I did not go to London solely to avoid Von.
My career comes first. Always. That special project in London was an opportunity to show my bosses that I’m better at this job than every other executive at my level.
The opportunity just so happened to drop into my lap exactly when I needed to get the hell out of New Orleans. ”
“So, are you done avoiding Von?” Ashanti asked.
“Probably not.” She bit into a strawberry, then waved Ashanti off with the fruit stem.
“Enough about me and my sex life, which is as dry as the damn Sahara at the moment,” Ridley said.
“That’s the other thing. I spent the last few months surrounded by fine European men and felt nothing. I’m still mad about it.”
“And you had the nerve to call me dick-whipped?” Evie clucked her tongue.
“Whatever,” Ridley said, throwing another cashew at Evie’s head. “Back to you. What are you going to do about your new boyfriend?”
“He’s not my boyfriend. Oh my God, I sound like a thirteen-year-old,” Evie said.
“Yes, you do,” Ridley said.
“But Bryson isn’t my boyfriend,” Evie said. “At least I hadn’t thought about him in that way.”
“Would it be such a bad thing if you did?”

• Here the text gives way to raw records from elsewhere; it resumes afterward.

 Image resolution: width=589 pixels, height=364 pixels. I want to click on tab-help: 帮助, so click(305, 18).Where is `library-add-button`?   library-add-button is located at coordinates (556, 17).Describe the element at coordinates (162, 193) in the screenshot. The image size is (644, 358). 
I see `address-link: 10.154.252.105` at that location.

Evie didn’t want to give voice to that feeling she couldn’t shake, that thing that hovered at the periphery of her brain, nagging her. But if there was anyone she could share it with, it was these two.

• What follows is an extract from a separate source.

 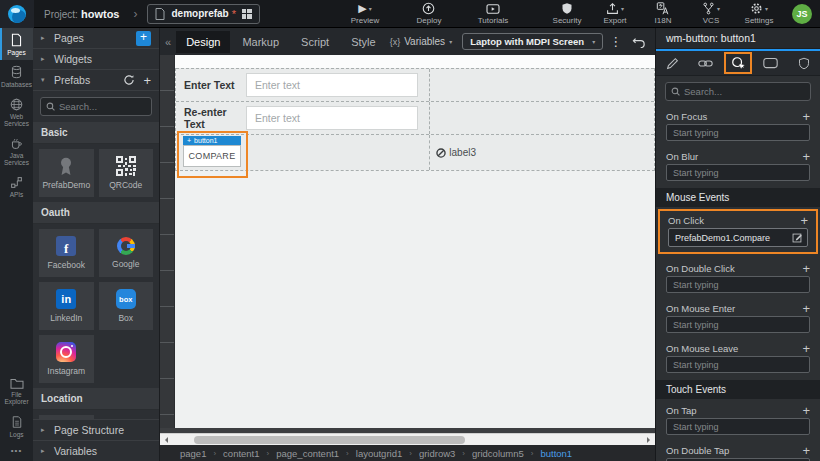 I want to click on grid-row-2: Re-enter Text, so click(x=415, y=118).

“What if he leaves?” she asked. “He did it once before. What if he leaves again without a word?”
“He wouldn’t do that,” Ashanti said.
“I didn’t think he would the first time,” Evie said. “But he did.”
“That was different. He switched veterinary programs.”
“He could get another job offer somewhere else just as easily as he switched programs as a student,” Evie said. “The probability is even higher now. He’s an in-demand, world-renowned surgeon. I’m sure he gets offers from around the country on a daily basis.”
Silence fell over the room, something that rarely happened when the three of them were together. Then Ridley said, “Start dropping those tracking devices around his house.”
Evie rolled her eyes.
“I’m serious. Just bring one or two with you every time you go to his place, and tuck them in his jacket pockets, suitcase, shoes.”
“Shoes?”
“Well, hell, I don’t know. I’m trying to help.”
“Maybe you need to have this conversation with Bryson,” Ashanti said. “Let him know that the way he left is still an issue for you.”
“You’re probably right,” Evie said.
The thing is, she and Bryson had already had that conversation. Yet, something about his explanation for why he’d left didn’t sit right with her. It was like Doc Landry’s incomplete story about all that was happening with The Sanctuary. Something in her gut told her that Bryson was holding back.
Maybe Ashanti was right. Maybe it was time she and Bryson got everything out in the open.